10 Replies to “Trauma and Resilience in Ethnographic Fieldwork”

  1. Thanks for this very interesting blog.
    I would like to extend the discussion from the trauma experienced by the “researcher on his field”, as it seems here the main preoccupation, to the trauma produced by the researcher on the field participants who do not always expect or understand what it means to be part of a field. As generous or humanitarian her/his project maybe, the ethnographer often exerts a form of power over their informants/participants/observed, etc. whose potential violence, basically epistemic, develops in an asymmetric relation on the “field”, that appears to be uneven (and revealing as such the colonial conditions of the birth of ethnography). In my opinion, the field is not just a data production device but merily a complex human situation composed of transforming relations among its participants… My question would be then : who experienced in the construction of its research object to be in a double bind position, and in a true doubt, legitimate in the view of the institutions that supports the research but illegitimate in the eyes of the persons object of the research ?

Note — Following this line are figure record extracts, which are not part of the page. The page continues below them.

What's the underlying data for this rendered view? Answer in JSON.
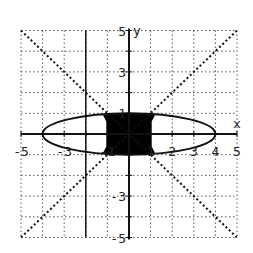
{
  "chart_data": {
    "type": "line",
    "title": "",
    "xlabel": "x",
    "ylabel": "y",
    "xlim": [
      -5,
      5
    ],
    "ylim": [
      -5,
      5
    ],
    "grid": true,
    "x_ticks": [
      "-5",
      "-3",
      "-1",
      "1",
      "2",
      "3",
      "4",
      "5"
    ],
    "y_ticks": [
      "5",
      "3",
      "1",
      "-1",
      "-3",
      "-5"
    ],
    "series": [
      {
        "name": "ellipse",
        "style": "solid",
        "equation": "x^2/16 + y^2 = 1",
        "x_extent": [
          -4,
          4
        ],
        "y_extent": [
          -1,
          1
        ]
      },
      {
        "name": "line y = x",
        "style": "dotted",
        "points": [
          [
            -5,
            -5
          ],
          [
            5,
            5
          ]
        ]
      },
      {
        "name": "line y = -x",
        "style": "dotted",
        "points": [
          [
            -5,
            5
          ],
          [
            5,
            -5
          ]
        ]
      }
    ],
    "shaded_region": {
      "description": "region inside ellipse between the diagonal lines, |y| >= |x|",
      "x_extent": [
        -1.2,
        1.2
      ],
      "y_extent": [
        -1,
        1
      ],
      "color": "#000000"
    }
  },
  "labels": {
    "x_axis": "x",
    "y_axis": "y",
    "x_tick_labels": [
      {
        "text": "-5",
        "value": -5
      },
      {
        "text": "-3",
        "value": -3
      },
      {
        "text": "-1",
        "value": -1
      },
      {
        "text": "1",
        "value": 1
      },
      {
        "text": "2",
        "value": 2
      },
      {
        "text": "3",
        "value": 3
      },
      {
        "text": "4",
        "value": 4
      },
      {
        "text": "5",
        "value": 5
      }
    ],
    "y_tick_labels": [
      {
        "text": "5",
        "value": 5
      },
      {
        "text": "3",
        "value": 3
      },
      {
        "text": "1",
        "value": 1
      },
      {
        "text": "-3",
        "value": -3
      },
      {
        "text": "-5",
        "value": -5
      }
    ]
  },
  "colors": {
    "ink": "#111111",
    "grid": "#555555",
    "background": "#ffffff"
  }
}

  2. This is a needed contribution but I find it intriguing that Malinowski’s diaries don’t come up more often in this context. Representing the original struggle against the colonial core of the discipline.

    There are are also many studies of culture shock that I’m surprised anthropology does not reach out to.

  3. Interesting article, following a trend in recent years of paying attention to the experience of fieldwork and its effect on our mental health. I wonder if you are familiar with The New Ethnographer? They run a blog specifically devoted to exploring the impacts of challenges in fieldwork – I wrote about the impacts of sexual harassment during fieldwork on my mental health for them last year (https://thenewethnographer.org/2017/02/14/gendered-bodies-2/). Might make for interesting comparisons!

  4. Thank you for your contribution to this field. I am very happy to read you and understand many thoughts and events that happened to me in my last trips to Colombia and Uganda. Can we have a conversation? I am finishing my master in Techno-Anthropology in Denmark and u have some ideas for collaboration.

  5. Awsome. Anxiously waiting for the upcoming three first posts.

  6. Thank you for writing this. For many of my architecture research colleagues (during PhD and post-PhD) whose work involves elements of social and cultural issues, these challenges are often shared and exchanged only among close-knit friends instead of being addressed within the institutions we are affiliated with. Looking forward to seeing more of this type of discussion.